Open ESClaus opened 2 years ago
@ESClaus I don't know of an implementation like that but it wouldn't surprise me if someone had already written it. Sorry.
@ESClaus
I think everyone will end up having a different take on this, so your best option is probably to try and come up with a workflow that makes sense to you. Try it, and then adjust it based on the things that actually do or do not work well for you.
In my particular case, I have Plex in a Kubernetes cluster, and the Plex libraries are on an NFS mount. So I have a Kubernetes Job that runs, and I handle the "tracking" with sidecar files.
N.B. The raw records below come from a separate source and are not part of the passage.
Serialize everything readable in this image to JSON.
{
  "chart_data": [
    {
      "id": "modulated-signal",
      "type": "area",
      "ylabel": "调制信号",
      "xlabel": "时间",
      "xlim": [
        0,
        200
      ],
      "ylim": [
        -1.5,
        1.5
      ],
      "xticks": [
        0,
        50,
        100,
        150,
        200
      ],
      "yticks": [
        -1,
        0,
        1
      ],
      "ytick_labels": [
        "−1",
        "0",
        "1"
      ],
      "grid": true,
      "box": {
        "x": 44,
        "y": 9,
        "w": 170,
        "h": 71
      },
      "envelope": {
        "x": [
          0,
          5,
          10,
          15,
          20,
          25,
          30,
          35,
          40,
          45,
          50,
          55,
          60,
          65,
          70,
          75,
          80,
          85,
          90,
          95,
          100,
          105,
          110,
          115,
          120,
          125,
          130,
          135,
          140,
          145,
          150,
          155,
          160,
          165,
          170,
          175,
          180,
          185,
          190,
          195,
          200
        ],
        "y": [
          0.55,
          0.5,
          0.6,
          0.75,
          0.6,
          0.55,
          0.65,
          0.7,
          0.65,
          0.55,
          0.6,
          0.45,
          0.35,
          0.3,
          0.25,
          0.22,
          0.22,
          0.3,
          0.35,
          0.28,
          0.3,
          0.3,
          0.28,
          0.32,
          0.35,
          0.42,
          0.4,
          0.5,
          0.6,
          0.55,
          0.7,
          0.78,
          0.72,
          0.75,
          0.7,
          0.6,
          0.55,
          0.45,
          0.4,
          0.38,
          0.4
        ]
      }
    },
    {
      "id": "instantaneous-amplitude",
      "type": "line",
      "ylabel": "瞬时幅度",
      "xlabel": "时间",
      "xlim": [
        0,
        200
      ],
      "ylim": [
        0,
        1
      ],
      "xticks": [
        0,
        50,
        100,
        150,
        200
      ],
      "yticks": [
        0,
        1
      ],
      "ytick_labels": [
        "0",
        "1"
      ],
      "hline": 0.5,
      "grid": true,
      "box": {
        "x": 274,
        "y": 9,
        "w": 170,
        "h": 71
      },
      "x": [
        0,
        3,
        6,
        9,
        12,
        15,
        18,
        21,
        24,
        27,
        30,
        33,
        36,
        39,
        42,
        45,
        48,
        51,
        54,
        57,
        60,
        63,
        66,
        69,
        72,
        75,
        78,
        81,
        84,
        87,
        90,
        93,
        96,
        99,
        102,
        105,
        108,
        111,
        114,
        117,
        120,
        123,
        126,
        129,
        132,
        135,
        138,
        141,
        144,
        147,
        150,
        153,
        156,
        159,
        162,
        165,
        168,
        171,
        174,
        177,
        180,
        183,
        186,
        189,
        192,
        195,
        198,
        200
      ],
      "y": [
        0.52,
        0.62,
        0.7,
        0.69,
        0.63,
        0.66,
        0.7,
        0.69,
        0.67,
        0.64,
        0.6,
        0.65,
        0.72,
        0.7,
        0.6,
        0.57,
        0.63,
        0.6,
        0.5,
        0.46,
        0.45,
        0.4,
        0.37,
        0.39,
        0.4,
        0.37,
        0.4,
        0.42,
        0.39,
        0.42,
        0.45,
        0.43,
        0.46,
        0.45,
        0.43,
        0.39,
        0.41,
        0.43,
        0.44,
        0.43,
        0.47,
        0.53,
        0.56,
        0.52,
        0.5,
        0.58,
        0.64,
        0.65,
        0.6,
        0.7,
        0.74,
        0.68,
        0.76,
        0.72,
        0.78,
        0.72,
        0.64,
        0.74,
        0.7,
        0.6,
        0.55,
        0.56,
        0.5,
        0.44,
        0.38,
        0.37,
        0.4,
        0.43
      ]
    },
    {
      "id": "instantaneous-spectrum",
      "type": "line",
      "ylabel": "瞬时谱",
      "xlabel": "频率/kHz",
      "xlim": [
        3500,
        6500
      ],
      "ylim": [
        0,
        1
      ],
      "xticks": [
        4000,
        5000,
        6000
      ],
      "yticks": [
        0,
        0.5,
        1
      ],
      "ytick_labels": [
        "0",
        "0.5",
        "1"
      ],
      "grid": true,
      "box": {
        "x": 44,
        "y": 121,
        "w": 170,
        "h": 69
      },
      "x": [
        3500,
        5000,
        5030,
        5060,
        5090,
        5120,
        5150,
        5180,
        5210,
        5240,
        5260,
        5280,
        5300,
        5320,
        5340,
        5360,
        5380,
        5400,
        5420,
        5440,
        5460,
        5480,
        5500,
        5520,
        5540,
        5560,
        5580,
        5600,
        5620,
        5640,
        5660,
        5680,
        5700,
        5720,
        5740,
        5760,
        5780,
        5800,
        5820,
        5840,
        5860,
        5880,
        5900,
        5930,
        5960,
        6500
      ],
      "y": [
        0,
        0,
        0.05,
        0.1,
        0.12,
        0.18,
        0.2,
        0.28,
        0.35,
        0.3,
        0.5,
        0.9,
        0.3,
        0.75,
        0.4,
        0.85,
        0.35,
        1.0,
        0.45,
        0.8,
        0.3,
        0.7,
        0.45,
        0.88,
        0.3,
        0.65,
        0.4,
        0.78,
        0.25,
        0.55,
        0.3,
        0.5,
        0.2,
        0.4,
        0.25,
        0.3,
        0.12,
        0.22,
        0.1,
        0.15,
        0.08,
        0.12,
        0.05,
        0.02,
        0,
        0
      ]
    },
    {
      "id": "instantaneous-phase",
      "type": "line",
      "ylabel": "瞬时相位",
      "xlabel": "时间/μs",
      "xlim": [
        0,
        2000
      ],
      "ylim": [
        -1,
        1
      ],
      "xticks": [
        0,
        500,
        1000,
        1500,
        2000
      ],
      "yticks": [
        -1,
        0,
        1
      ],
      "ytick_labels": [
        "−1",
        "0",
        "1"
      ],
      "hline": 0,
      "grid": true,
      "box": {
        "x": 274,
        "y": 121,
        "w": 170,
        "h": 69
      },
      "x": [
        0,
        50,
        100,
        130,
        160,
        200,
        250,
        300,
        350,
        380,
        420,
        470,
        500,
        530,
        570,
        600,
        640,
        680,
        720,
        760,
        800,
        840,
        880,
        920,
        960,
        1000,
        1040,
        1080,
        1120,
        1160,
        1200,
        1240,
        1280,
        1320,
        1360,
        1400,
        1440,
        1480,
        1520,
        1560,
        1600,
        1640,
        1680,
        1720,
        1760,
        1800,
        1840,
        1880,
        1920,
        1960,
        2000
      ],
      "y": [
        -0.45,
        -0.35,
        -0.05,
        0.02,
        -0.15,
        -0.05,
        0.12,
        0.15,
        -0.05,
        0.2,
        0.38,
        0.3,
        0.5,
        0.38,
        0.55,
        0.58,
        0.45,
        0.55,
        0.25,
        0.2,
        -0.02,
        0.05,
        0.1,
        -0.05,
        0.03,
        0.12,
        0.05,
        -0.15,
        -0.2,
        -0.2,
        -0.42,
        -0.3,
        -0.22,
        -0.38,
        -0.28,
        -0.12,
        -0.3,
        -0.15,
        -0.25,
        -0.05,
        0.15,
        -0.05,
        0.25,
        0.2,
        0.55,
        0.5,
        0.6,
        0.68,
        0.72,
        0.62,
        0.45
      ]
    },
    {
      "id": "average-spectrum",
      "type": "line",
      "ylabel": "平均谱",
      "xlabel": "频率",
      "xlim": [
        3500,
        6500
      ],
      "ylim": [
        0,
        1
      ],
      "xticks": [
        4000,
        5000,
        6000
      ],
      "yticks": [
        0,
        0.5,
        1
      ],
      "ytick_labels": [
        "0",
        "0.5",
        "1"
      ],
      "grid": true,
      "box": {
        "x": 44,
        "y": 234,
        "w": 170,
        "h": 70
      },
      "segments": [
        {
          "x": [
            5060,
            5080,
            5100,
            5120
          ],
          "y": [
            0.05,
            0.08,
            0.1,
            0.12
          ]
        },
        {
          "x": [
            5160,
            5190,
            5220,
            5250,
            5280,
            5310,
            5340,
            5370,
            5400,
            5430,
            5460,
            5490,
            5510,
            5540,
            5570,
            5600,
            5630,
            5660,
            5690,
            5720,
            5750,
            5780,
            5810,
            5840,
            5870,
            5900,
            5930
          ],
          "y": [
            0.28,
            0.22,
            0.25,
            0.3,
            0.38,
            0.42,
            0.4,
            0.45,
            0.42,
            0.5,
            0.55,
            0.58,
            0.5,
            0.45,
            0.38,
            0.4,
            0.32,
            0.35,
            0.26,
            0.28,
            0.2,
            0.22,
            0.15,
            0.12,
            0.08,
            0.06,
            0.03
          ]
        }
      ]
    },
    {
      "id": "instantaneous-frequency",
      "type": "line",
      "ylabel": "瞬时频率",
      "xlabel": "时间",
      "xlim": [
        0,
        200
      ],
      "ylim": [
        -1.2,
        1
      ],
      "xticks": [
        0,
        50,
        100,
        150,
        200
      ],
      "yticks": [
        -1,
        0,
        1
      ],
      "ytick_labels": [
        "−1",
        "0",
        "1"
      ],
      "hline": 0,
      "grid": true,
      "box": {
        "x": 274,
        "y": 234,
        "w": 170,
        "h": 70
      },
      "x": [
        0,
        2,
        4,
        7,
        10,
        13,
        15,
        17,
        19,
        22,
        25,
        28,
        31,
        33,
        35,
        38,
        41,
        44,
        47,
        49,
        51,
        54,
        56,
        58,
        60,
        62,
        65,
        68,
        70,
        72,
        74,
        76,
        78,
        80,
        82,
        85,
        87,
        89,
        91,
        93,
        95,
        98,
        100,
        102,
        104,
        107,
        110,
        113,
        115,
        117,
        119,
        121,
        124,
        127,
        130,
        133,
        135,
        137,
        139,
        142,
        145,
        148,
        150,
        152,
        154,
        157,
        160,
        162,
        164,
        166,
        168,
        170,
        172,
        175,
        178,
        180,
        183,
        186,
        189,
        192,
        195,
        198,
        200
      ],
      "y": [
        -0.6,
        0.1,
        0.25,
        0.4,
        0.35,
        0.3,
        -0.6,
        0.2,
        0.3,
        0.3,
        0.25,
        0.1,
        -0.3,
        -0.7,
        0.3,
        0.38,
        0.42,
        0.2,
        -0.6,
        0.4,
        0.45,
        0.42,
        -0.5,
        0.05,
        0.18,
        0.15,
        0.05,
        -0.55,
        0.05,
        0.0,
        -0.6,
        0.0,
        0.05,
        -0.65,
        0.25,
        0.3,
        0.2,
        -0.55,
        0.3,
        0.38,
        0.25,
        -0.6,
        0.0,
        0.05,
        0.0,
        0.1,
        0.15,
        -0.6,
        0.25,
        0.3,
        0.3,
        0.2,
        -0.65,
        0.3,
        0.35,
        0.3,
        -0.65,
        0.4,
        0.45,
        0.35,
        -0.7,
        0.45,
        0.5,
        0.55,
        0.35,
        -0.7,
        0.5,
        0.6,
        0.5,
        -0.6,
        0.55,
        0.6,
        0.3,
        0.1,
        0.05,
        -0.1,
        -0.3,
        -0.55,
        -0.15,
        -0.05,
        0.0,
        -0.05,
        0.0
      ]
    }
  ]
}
https://github.com/ttyS0/kubernetes/blob/main/plex/transcoding/transcode.sh
Basically, I put rips directly into the Plex library directories. Then, the transcoding job runs the transcode.sh
script on four NUCs simultaneously. The workflow is such that an .inprogress
file is first made for the source file. The source file is then copied to the NUC, and is checksum checked. Then it's transcoded on the NUC. When that's done, the remote source file is moved into an originals
directory, and the transcoded file is moved into where the remote source file was. Once that's done, the .inprogress
file is replaced with a .transcoded
file. This way, the media that hasn't been transcoded, or isn't in the process of being transcoded, can be known through the lack of a corresponding .inprogress
or .transcoded
sidecar file.
So far, this process has been working well for me, but it's also super specific to the way I have things arranged in my environment.
@ttyS0 Thanks! Your comment is much more helpful than mine. 👍
I was wondering if anyone has implemented a watch folder so that if it sees a file, it will kick off the application and dump it into another folder?
I know there is batch processing and I have implemented something like that in python but before I dive into that for myself I thought I would ask.